Science

Elon Musk Has Already Sold More Than 15,000 of These Boring Hats

by Nick Lucchesi

At a relatively cheap $20 a pop, the Boring Company hat being sold to Cool Dads™ across the world has proved a popular item, and Elon Musk, ever the salesman, took the opportunity a few days before Thanksgiving and Black Friday to update his 15.2 million Twitter followers with the good news. A month after its release, sales of this humble hat are doing very well indeed.

“Initial Hat Offering going great with over $300k in hat sales already!,” Musk declared on Tuesday. “Thanks for buying our super boring hat. You rock, figuratively & literally. All cash goes directly towards more boring.”

So that’s at least 15,000 hats sold inside a month. Sometime during the third quarter of 2017, Tesla sold its 250,000th car, the continuation of a production ramp-up of impressive proportions: The electric car company delivered 50,580 vehicles in 2015; 76,230 in 2016, and more than 78,000 already this year.

The Boring Company, Musk’s project to dig subterranean transportation tunnels — think of a turnpike under the Earth — through which cars would travel alongside hyperloop pods, is underway behind SpaceX headquarters in Hawthorne, California.

This thing is aggressively boring. 

On Tuesday, Bloomberg published a little math it did and found that Tesla seems to be “burning money” at a rate of about $8,000 per minute, as the company is building out manufacturing technology to meet the demand of its Model 3, the car that’s seen an estimated 300,000 reservations. But none of the sweatpants money made from hat sales is going to cover Tesla’s expenses, as Musk was smart to point out: “All cash goes directly towards more boring.”

Elon Musk

Getty Images / Mark Brake

In May, Musk shared this photo of the Boring Company tunnel being built behind SpaceX, and later he followed up with more images from the project, including a photo of Godot, the slow boring machine, and a video of a prototype of a car lift that would transport cars into the tunnel.

Musk wants to make the process of tunnel-digging ten times the cheaper and ten times faster. In May, he shared this video of the boring machine’s cutter spinning with the following caption: “Cutterhead in operation at standard industry speed. Planning to jack this up by a factor of ten or more.”

The end game, of course, is a 3D network of underground tunnels that would alleviate congestion above ground. First up is a possible tunnel project in the Los Angeles area. Then, maybe one on the East Coast, a Boring Co tunnel in Maryland, according to reports published in October.

When it’s all said and done, Musk hopes the underground tunnel system looks something like this video he presented in April at the TED Conference in Vancouver:

Correction: An earlier version of this story stated that the Boring Co. had sold 150,000 hats. It has sold more than 15,000. Inverse regrets the error.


## [What is expected]
The records are to be repeated in full, with the images removed.

━━ Data section

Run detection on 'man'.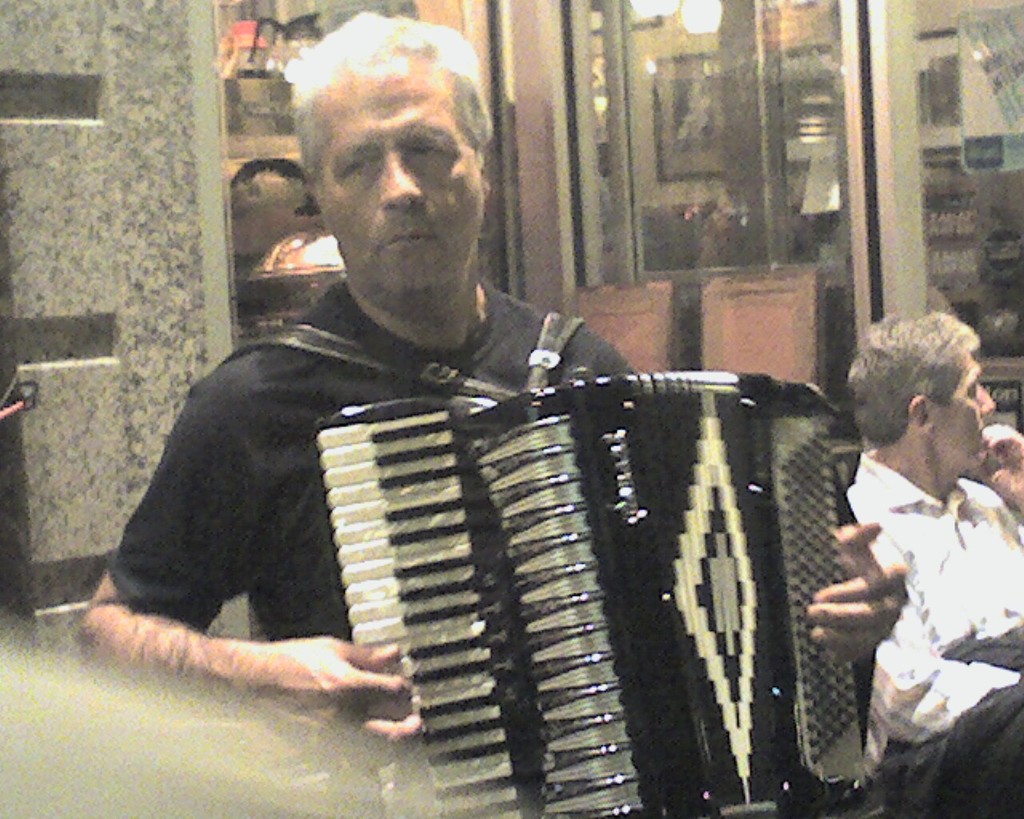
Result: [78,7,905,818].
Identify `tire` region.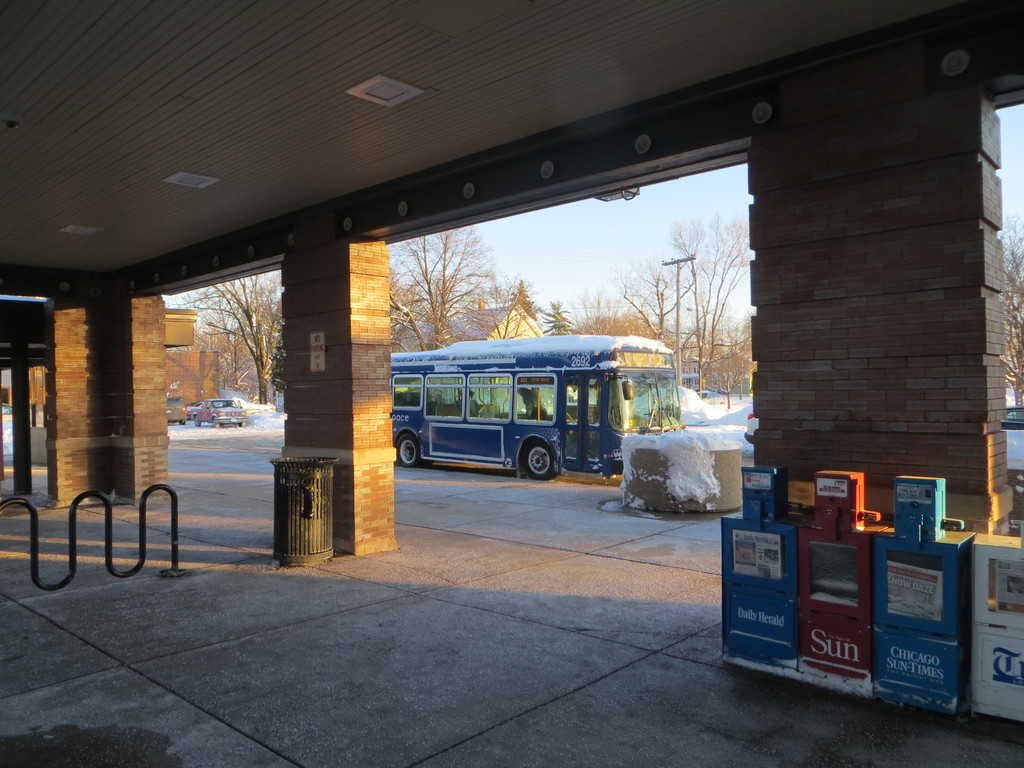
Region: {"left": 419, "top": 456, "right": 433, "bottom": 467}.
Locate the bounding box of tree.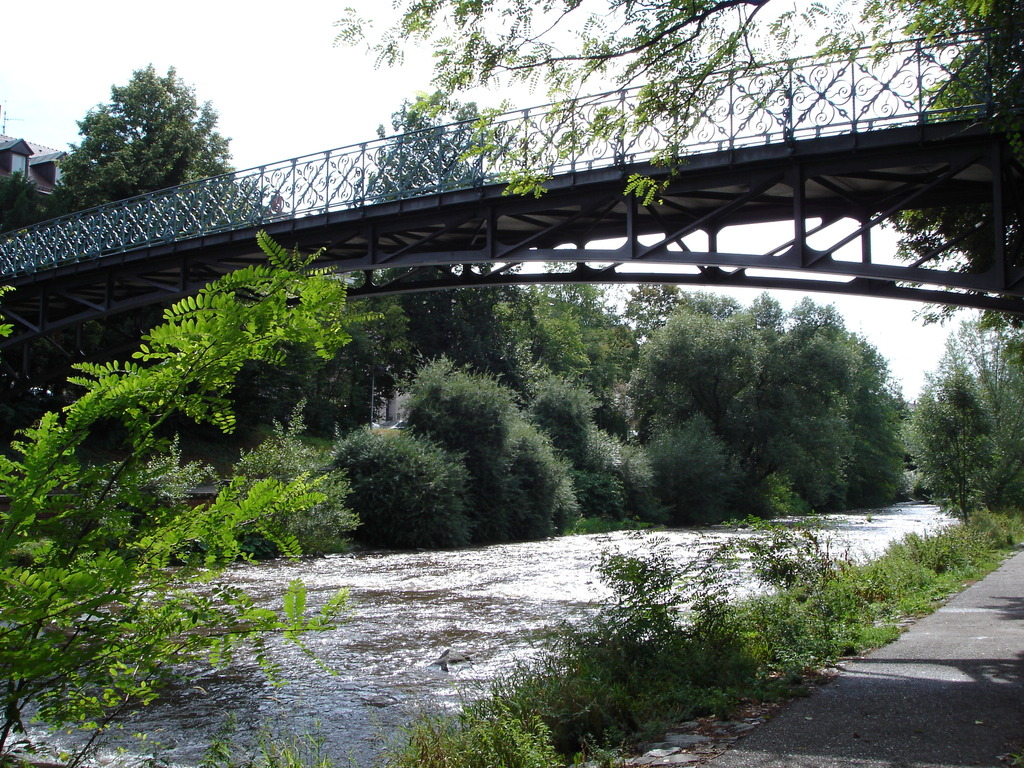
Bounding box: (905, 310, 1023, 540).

━━━━

## [Result of this task]
Run detection on 'man'.
Result: [78,7,905,818].
Identify `tire` region.
Region: {"left": 419, "top": 456, "right": 433, "bottom": 467}.
Locate the bounding box of tree.
Bounding box: (905, 310, 1023, 540).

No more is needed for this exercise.